AI shopping agents & Google AI Overviews
The latest Search Engine Watch newsletter bundles several developments that affect SEO, content, and e-commerce teams at once: Google's take on Answer Engine Optimization (AEO) and Generative Engine Optimization (GEO), the role of earned media in AI citations, visible SERP change driven by AI Overviews, and how brands build loyalty when AI-powered shopping agents prepare or execute purchases. Reading only one headline understates how tightly these topics connect.
Google: No separate AEO or GEO for AI Overviews?
In the "AI & SEO" section, Google's message is highlighted: dedicated AEO or GEO tactics are not strictly required to appear in AI Overviews. Instead of parallel disciplines, classic search optimization should still apply—reliable, high-quality content, technically sound pages, and clear relevance and trust signals. From Google's perspective, AI is integral to search; evaluation shifts, but the core rule "quality over creation method" remains.
For SEO owners, that means GEO metrics and answer optimization can be useful but must not replace fundamentals. Teams that neglect structured data, clear entities, strong author profiles, and credible sources risk visibility losses in both classic snippets and AI summaries.
Earned media dominates AI citations
A Muck Rack analysis cited in the issue shows that more than 95 percent of links cited by generative AI point to unpaid sources—about 85 percent from earned media and journalism. For PR, content, and SEO, that is strategic: brand representation in AI answers depends heavily on editorial coverage, studies, expert quotes, and trusted third-party sources, not only on-site copy.
Teams should align media relations, thought leadership, and data-driven stories more closely with search and answer strategy. Without external mentions, models often lack the references needed for citations in overviews or chat answers.
SERP features in the AI era
The newsletter also reports the rise of AI Overviews on results pages. In many intents they replace featured snippets because they bundle answers more dynamically and enable follow-ups. At the same time, classic SERP elements—including snippets and some shopping features—lose visibility. That strengthens zero-click dynamics and shifts competition from position one toward "cited or not cited."
Teams that still measure only rankings and click-through rates will spot the shift too late. Brand mentions in AI answers, share of answer, and direct traffic sources gain importance alongside traditional KPIs.
Loyalty when AI shopping agents decide
The lead piece "How marketers can build loyalty with AI-powered shopping agents" describes a commerce paradigm shift: autonomous agents do not buy out of brand affinity but on logical criteria—price, availability, delivery time, return policies, and total utility. Human loyalty programs with emotional rewards matter to agents only when benefits are machine-readable and comparable.
Marketers must structure product, price, and service data, watch open commerce standards such as Google's Universal Commerce Protocol (UCP), and mark membership benefits so agents can include them in utility calculations. Discount messaging alone is not enough; functional rewards—guaranteed shipping windows, preferred fulfillment slots, or reliable inventory data—can raise selection probability.
Emotional connection partly moves outside automated buying: events, community access, or exclusive product tests stay valuable for humans even when the agent does not "consume" them. Brands that deliver operational excellence and structured data are more likely to stay on the shortlist in agentic commerce.
Open protocols and identity linking are gaining importance: when users connect loyalty accounts to an agent, benefits such as member pricing or preferred shipping can enter the purchase decision—provided merchant systems deliver reliable APIs and transparent inventory. Missing or outdated feeds cause agents to skip offers even when the brand is strong in the market.
Other highlights in the issue
Beyond the lead theme, the newsletter points to three widely read pieces from the first half of the year: cross-platform content repurposing with measurable traffic gains, preparing content for AI-driven search despite fewer clicks below AI Overviews, and structured SaaS content that LLMs recommend. These references underline that visibility today must be planned across channels and around answers.
A separate trends piece warns against outdated digital strategies: teams that optimize only keywords in 2025 ignore zero-click search and the growing role of E-E-A-T. Brand authority, demonstrable expertise, and trustworthy sources act as filters before content appears in organic lists or AI summaries.
Tools, trends, and podcast context
The issue also lists twelve SEO tools for audits and monitoring—from Google Search Console and HubSpot Website Grader to SEMrush and WriterZen—as a practical map for technical, content, and competitive analysis. Another item warns that pure keyword strategies lose ground in 2025; E-E-A-T, real audience value, and adaptation to zero-click search move to the foreground.
On "The Recipe for SEO Success," Matthew Forzan discusses how LLMs change SEO: AI tools can speed processes but do not replace thoughtful editorial strategy. Overly generic AI-generated list content without differentiation tends to harm rather than secure rankings or citations in AI surfaces.
What teams should prioritize now
- Keep classic SEO quality and treat GEO/AEO as an extension, not a replacement.
- Build earned media and structured expert content for AI citability.
- Make product and loyalty data agent-ready; expose inventory and shipping signals transparently.
- Extend KPIs with share of answer and brand mentions in AI responses.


■ **ABOUT THIS TASK**
The expected result is a word-for-word copy of the entries, minus any pictures.

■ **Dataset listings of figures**

━━━━━━━━━━━━━━━━━━━━━━━━━━━━━━

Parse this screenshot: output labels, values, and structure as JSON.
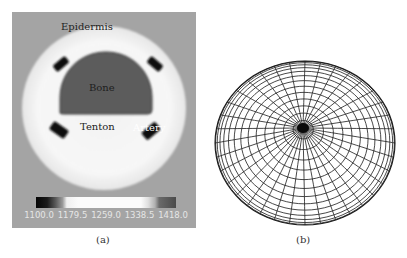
{
  "figure_a": {
    "caption": "(a)",
    "labels": {
      "epidermis": "Epidermis",
      "bone": "Bone",
      "tendon": "Tenton",
      "artery": "Artery"
    },
    "colorbar": {
      "min": 1100.0,
      "max": 1418.0,
      "ticks": [
        "1100.0",
        "1179.5",
        "1259.0",
        "1338.5",
        "1418.0"
      ]
    },
    "colors": {
      "background": "#a4a4a4",
      "tissue": "#f4f4f4",
      "bone": "#5a5a5a",
      "vessel": "#111111"
    }
  },
  "figure_b": {
    "caption": "(b)",
    "description": "hemispherical finite-element mesh with radial spokes converging at a dense hub",
    "mesh": {
      "rings": 14,
      "spokes": 36
    },
    "colors": {
      "line": "#1a1a1a"
    }
  }
}
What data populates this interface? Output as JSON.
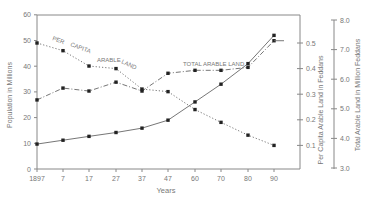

━━━━━━━━━━━━━━━━━━━━━━━━━━━━━━

■ **REPLY**
Parse this screenshot: output labels, values, and structure as JSON.
{
  "figure_a": {
    "caption": "(a)",
    "labels": {
      "epidermis": "Epidermis",
      "bone": "Bone",
      "tendon": "Tenton",
      "artery": "Artery"
    },
    "colorbar": {
      "min": 1100.0,
      "max": 1418.0,
      "ticks": [
        "1100.0",
        "1179.5",
        "1259.0",
        "1338.5",
        "1418.0"
      ]
    },
    "colors": {
      "background": "#a4a4a4",
      "tissue": "#f4f4f4",
      "bone": "#5a5a5a",
      "vessel": "#111111"
    }
  },
  "figure_b": {
    "caption": "(b)",
    "description": "hemispherical finite-element mesh with radial spokes converging at a dense hub",
    "mesh": {
      "rings": 14,
      "spokes": 36
    },
    "colors": {
      "line": "#1a1a1a"
    }
  }
}
What data populates this interface? Output as JSON.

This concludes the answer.